Honestly I never liked the "don't be evil" catchphrase when I was there exactly because evil was never defined, and in fact can't really be defined. Evil is a cartoon word, a meaningless abstraction.
My understanding is that actually, in the very beginning, it had a very specific intention related to the behaviour of Microsoft in the late 90s towards Netscape and how they disbanded the IE team in an attempt to stop the web from developing, something that had alienated a lot of people in the industry and especially in a company whose entire mission revolved around the web. However even by the time I'd arrived the phrase had become unmoored from that and within a few years it was common for people to be describing boring, anodyne business decisions as "evil" if they disagreed with them, like what the background colour of ads should be, or whether to reskin Gmail. I very quickly learned to tune out accusations that something was "evil" at Google because it was always a petty complaint about nothing that could possibly do justice to the word.
I think Larry and Sergey were not comparable to the current leadership. They had strong, unusual opinions and were willing to defend them against criticism. They were willing to prove people wrong or overrule them in order to build the company Google became. When bolshie employees got up at TGIF and went on some epically unprofessional rant about miscellaneous nonsense like what was served for lunch that day, or how the new visual design for product X was evil, they'd just literally take the piss out of that person live in front of the company. And they were right to do so! Live by the sword, die by the sword. They were a million miles from the modern Google that appears to be apologise for its own existence the moment the militant leftist wing of their employee base fires up the outrage machine. L&S would tolerated that, which in hindsight was a mistake, but their decisions weren't affected by it.
There's a certain school of thought these days that tech companies should care more about the consequences of their work. I find that school to often be a cover for the left to demand that tech companies align those consequences more with their liking. When I joined Google it was a very libertarian place, my manager and the guy sent to train us were both hard-core and openly capitalist. The company did not pass judgement on its users or the web that it found, it merely made things easier to find. To the extent it made a moral judgement of humanity it was a positive one: give people information and the world will be a better place. To me that wasn't shallow, it was a philosophy of respect. The modern tech industry has been steadily attacked and overrun by people who have a very different outlook: humans are dumb, can't take care of themselves and we have a moral duty to manipulate them for their own good. That isn't caring about the consequences of their work, it's just a different take on it. And ultimately, one that leaves many people cold.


Directions for this task.
Working from the listing below, pick each line containing the word "boxes" and copy it.

Records for the task.

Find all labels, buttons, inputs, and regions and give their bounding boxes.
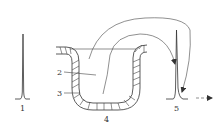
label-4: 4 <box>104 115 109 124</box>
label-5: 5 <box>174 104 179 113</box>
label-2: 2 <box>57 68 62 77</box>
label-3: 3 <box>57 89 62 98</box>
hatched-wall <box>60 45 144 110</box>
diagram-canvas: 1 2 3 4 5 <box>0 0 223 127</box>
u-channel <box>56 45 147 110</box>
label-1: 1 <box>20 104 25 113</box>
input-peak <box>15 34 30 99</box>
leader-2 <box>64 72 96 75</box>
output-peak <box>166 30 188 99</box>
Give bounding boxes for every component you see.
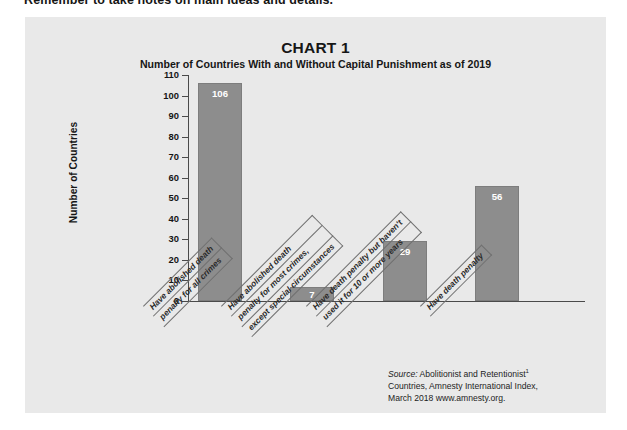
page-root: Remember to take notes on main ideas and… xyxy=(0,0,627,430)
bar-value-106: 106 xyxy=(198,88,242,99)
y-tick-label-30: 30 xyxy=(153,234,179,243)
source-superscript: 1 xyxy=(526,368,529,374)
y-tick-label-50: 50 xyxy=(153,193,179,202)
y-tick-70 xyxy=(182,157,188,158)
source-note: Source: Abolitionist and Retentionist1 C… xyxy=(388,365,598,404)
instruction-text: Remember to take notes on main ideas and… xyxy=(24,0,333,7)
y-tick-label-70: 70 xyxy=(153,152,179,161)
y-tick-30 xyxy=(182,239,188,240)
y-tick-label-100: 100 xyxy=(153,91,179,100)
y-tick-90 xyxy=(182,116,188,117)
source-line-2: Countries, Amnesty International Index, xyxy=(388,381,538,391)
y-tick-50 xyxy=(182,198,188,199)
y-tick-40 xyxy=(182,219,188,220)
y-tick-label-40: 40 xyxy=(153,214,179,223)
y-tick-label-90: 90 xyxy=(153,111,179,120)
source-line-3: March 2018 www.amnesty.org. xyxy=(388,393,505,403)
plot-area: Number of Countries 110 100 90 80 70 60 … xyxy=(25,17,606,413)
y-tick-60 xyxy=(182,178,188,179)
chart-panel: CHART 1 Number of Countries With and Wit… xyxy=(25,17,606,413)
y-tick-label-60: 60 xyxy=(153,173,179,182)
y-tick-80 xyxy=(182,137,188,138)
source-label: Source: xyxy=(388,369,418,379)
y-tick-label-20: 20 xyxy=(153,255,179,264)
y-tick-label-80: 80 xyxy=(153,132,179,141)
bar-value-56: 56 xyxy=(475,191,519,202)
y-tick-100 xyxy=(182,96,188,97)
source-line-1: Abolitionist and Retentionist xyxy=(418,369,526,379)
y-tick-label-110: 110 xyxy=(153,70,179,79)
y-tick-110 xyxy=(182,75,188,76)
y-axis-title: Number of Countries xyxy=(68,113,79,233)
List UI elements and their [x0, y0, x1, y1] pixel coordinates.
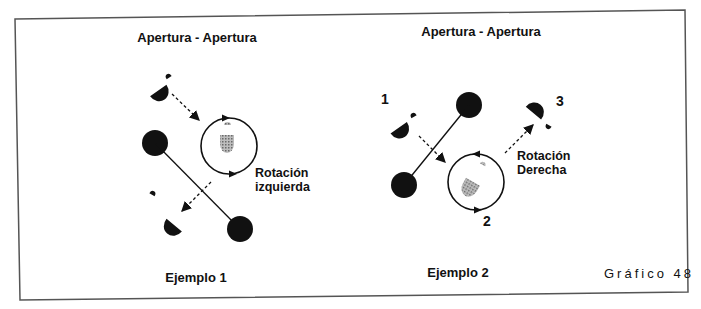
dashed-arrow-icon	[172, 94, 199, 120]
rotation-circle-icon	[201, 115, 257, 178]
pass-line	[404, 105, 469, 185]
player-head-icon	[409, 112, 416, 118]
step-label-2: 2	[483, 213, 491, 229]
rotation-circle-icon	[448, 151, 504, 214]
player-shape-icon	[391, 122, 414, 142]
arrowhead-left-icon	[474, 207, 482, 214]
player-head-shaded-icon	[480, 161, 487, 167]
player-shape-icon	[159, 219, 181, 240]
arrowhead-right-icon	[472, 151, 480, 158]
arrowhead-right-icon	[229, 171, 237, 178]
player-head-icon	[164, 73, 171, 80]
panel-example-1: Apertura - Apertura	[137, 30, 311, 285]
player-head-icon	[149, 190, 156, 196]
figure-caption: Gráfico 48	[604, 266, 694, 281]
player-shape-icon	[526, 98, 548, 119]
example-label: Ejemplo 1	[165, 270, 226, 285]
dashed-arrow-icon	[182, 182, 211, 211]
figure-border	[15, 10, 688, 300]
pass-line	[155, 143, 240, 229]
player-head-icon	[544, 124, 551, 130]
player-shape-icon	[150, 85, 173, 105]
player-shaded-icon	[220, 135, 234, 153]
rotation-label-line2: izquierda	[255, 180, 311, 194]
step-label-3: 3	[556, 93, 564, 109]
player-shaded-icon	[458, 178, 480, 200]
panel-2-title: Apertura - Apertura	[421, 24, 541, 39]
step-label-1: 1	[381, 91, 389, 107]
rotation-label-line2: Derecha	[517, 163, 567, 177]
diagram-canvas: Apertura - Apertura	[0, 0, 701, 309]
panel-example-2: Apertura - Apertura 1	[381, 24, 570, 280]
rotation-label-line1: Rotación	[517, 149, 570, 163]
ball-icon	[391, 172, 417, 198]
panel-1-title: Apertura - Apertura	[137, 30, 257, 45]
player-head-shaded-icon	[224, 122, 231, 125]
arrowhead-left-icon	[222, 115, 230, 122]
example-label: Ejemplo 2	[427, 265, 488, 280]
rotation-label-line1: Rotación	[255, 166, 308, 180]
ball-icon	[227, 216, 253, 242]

Solution to this exercise.
Find all labels, buttons, inputs, and regions and give their bounding boxes.
Give bounding boxes for every component you see.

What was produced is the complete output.